[Stored items]
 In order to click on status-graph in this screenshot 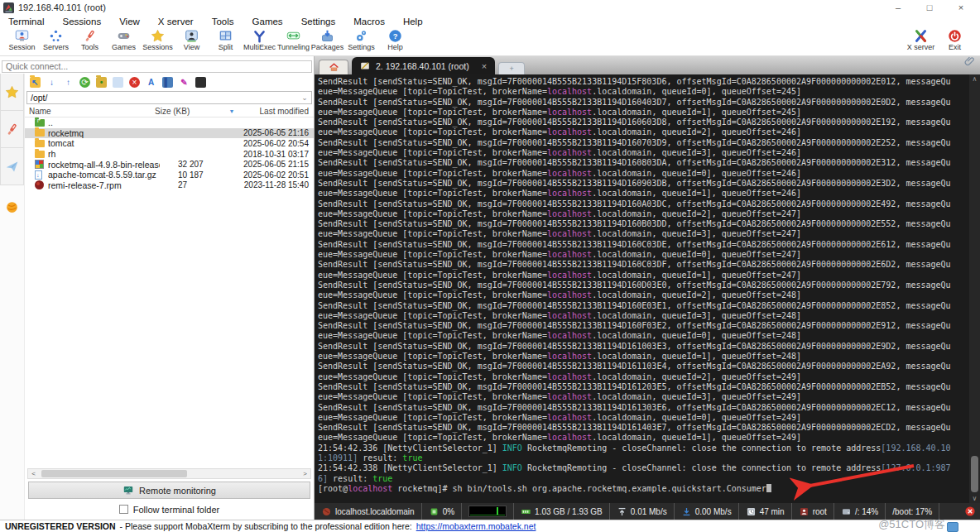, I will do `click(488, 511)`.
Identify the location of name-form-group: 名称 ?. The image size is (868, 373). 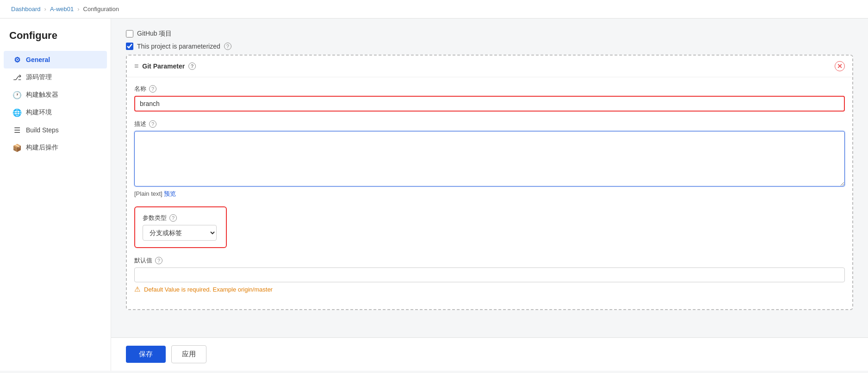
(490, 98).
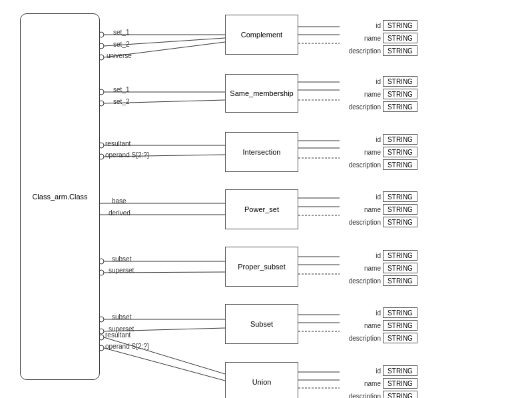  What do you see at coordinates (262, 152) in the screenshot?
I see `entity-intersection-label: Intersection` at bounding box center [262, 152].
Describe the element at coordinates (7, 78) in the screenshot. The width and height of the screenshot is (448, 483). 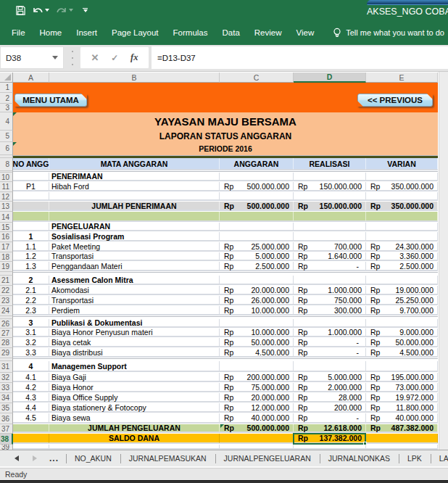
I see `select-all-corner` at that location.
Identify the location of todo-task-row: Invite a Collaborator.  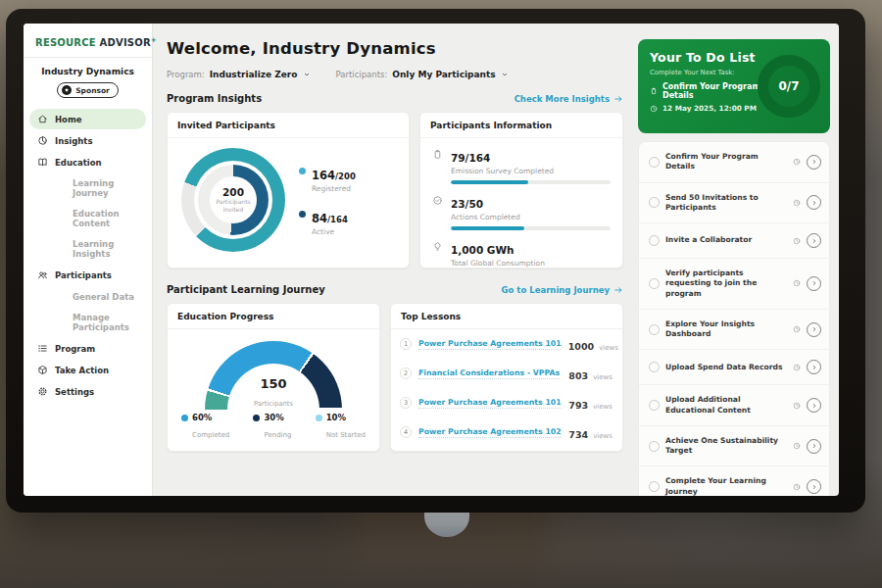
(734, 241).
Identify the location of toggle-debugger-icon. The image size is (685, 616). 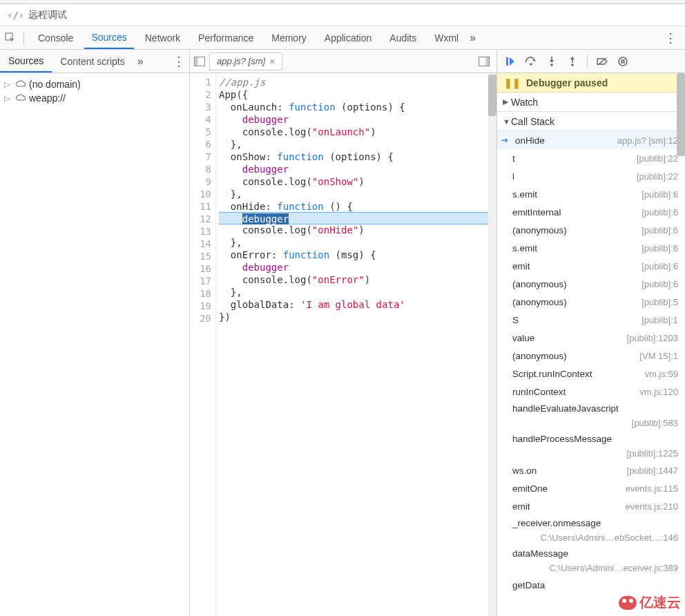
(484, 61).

■ **Task brief**
Please repeat the lines above from the line containing "Identify the location of todo-task-row: Invite" through the final line, both included, exactly as they stand and without pictures.

■ **The completed task**
Identify the location of todo-task-row: Invite a Collaborator.  
(734, 241).
Identify the location of toggle-debugger-icon. The image size is (685, 616). 
(484, 61).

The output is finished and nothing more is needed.